The new arrangement is “an essential step to ensuring that the hard-earned peace and progress of the Belfast/Good Friday Agreement is preserved and strengthened,” US President Joe Biden said in a statement.
“I am confident the people and businesses of Northern Ireland will be able to take full advantage of the economic opportunities created by this stability and certainty.”
It remains to be seen whether the deal will be enough to satisfy critics in the rest of Britain, particularly on the right of Sunak’s Conservative party. Former Prime Minister Boris Johnson, who as leader at the time signed off on the trade rules that he now criticises, is widely believed to be manoeuvring for a comeback and could use the deal to undermine Sunak.
In a boost for Sunak’s chances of winning Conservative support, lawmaker Steve Baker — a self-styled “Brexit hardman” who helped topple Prime Minister Theresa May by opposing her Brexit deal in 2019 — said he was “delighted” with the agreement.
The European Research Group of pro-Brexit Conservative lawmakers said it would work with lawyers to examine the details before giving its verdict, a process that could take around a week.
David Davis, a former Brexit minister, said Sunak had pulled off a “formidable negotiating success”.
Business groups in Northern Ireland and the UK as a whole welcomed the new framework.
“Reaching an agreement is an important step in securing the stability and certainty businesses have been seeking,” said the Northern Ireland Business Brexit Working Group, a group representing all the main industries in Northern Ireland, including representatives for retailers, farmers, manufacturers and hauliers.
“It is our shared aspiration that the agreement will deliver a unique platform that unlocks economic growth and investment, but we will need time and space to work through the technical detail with our members.”

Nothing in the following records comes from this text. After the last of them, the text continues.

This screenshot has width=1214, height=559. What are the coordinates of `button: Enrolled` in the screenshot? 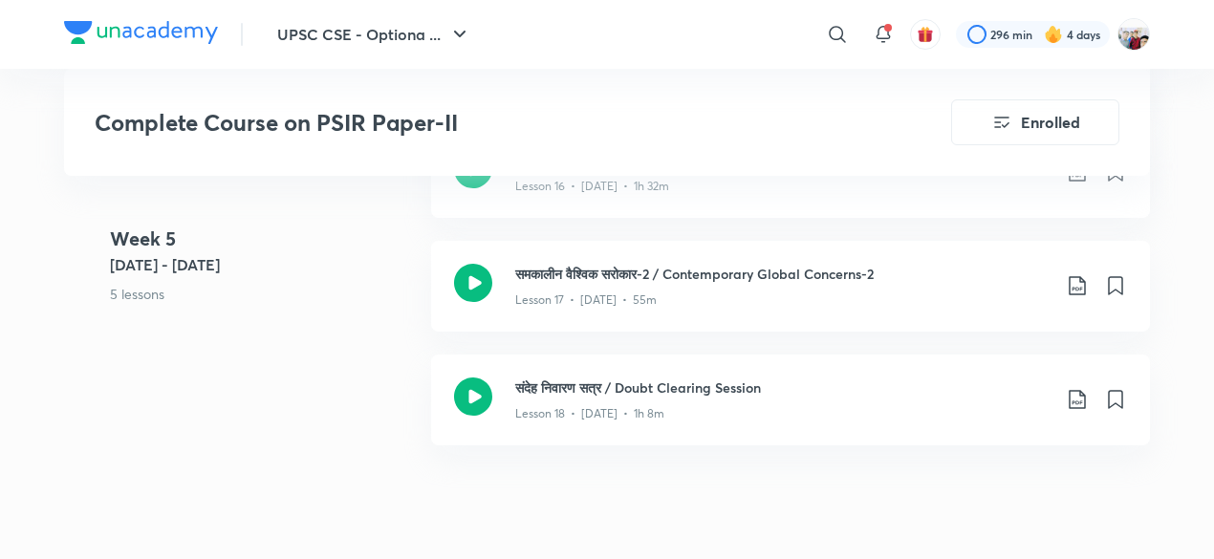 It's located at (1036, 122).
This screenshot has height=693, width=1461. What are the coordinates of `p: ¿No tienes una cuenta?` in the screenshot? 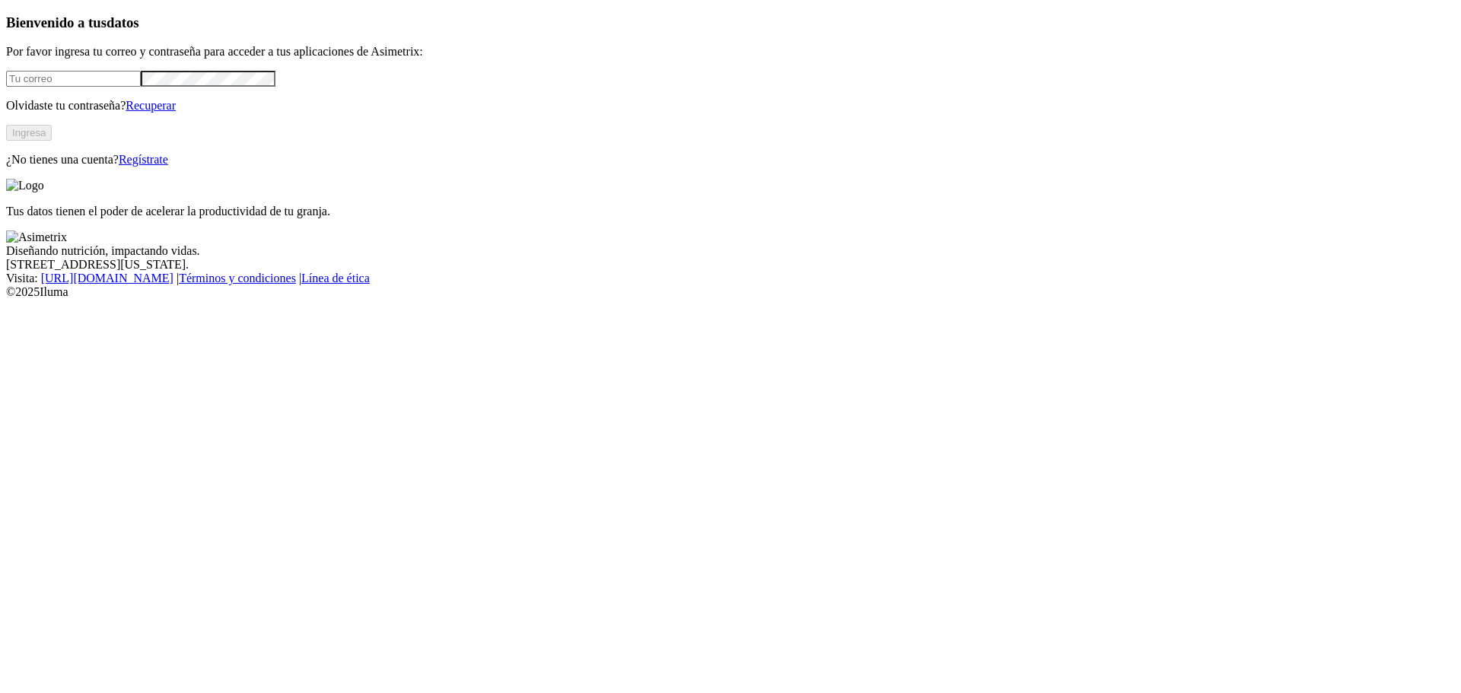 It's located at (731, 160).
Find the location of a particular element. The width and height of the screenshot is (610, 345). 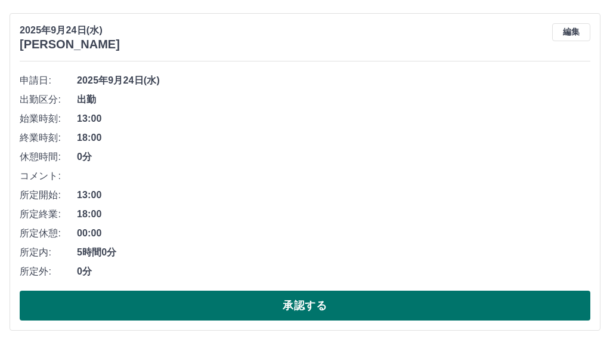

Tony Danker, who heads the Confederation of British Industry, said it would “allow businesses and politicians to turn their attention to economic growth and delivering greater prosperity.”
Von der Leyen later met King Charles III for an audience at Windsor Castle, despite some criticism from Unionists and other British politicians that it risked dragging the monarchy “into a hugely controversial political issue”. The two were set to discuss topics including climate change and the war in Ukraine.